There is a new addition to the Yosemite sightseeing attractions on Yosemite tours this winter. The relatively mild winter temperatures in Yosemite National Park combined with the lack of snowfall have meant that some of Yosemite’s black bears have not gone into hibernation this winter. While neither the temperature nor the season is necessarily a reason for bears to hibernate, there is usually an indirect correlation. The bears hibernate due to the relative scarcity of food when the ground is covered in snow. This winter’s often bare landscape in Yosemite’s valleys has meant that food has remained available – not just other animals on which to prey, but the abundance of acorns on the ground on which they feed.
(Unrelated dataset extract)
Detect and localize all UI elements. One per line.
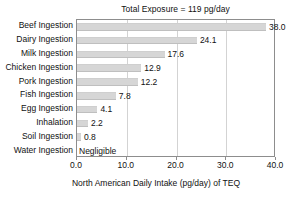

And so the black bears are now visible during winter Yosemite tours – a highly unusual occurrence.   

This is not the case for the pregnant females. Regardless of the available food, the females will give birth in the dens sometime in January and then need to care for the cubs in a safe and warm environment, where they will do nothing much beyond nursing and growing into March or April before they begin to walk and venture beyond the den when spring arrives. That is the time when bears emerge from their caves and find themselves famished. The females will drop a third of their mass while feeding their cubs over the winter. Black bears are omnivores and get all but 15% of their diet from vegetation so they can begin to find nourishment at their feet immediately after hibernation, rather than needing to hunt in a deprived state.

While their indiscriminant eating habits bode well for their survival, it is this fact that also creates problem encounters with humans. The bears in Yosemite get enticed by ineffectively stored food around campsites and acclimated to the presence of humans. Their waning fear then allows them to change their feeding habits according to those food sources, and that’s when unwanted encounters take place. A fed bear is a dead bear, as the saying goes. That means that once the bears have reprogrammed themselves toward these food sources around humans, they will continue to seek those until which point they will need to be relocated, or killed to combat their escalating pursuits around Yosemite’s human visitors. The bears will find themselves in an escalating pattern of events toward euthanasia due to careless human actions; never based on inherent bad bear behavior. They are wild animals which only head toward unwanted habits based on the actions of humans, so the best thing Yosemite’s visitors can do is to go to great lengths to ensure that the bears’ only food sources are wild ones.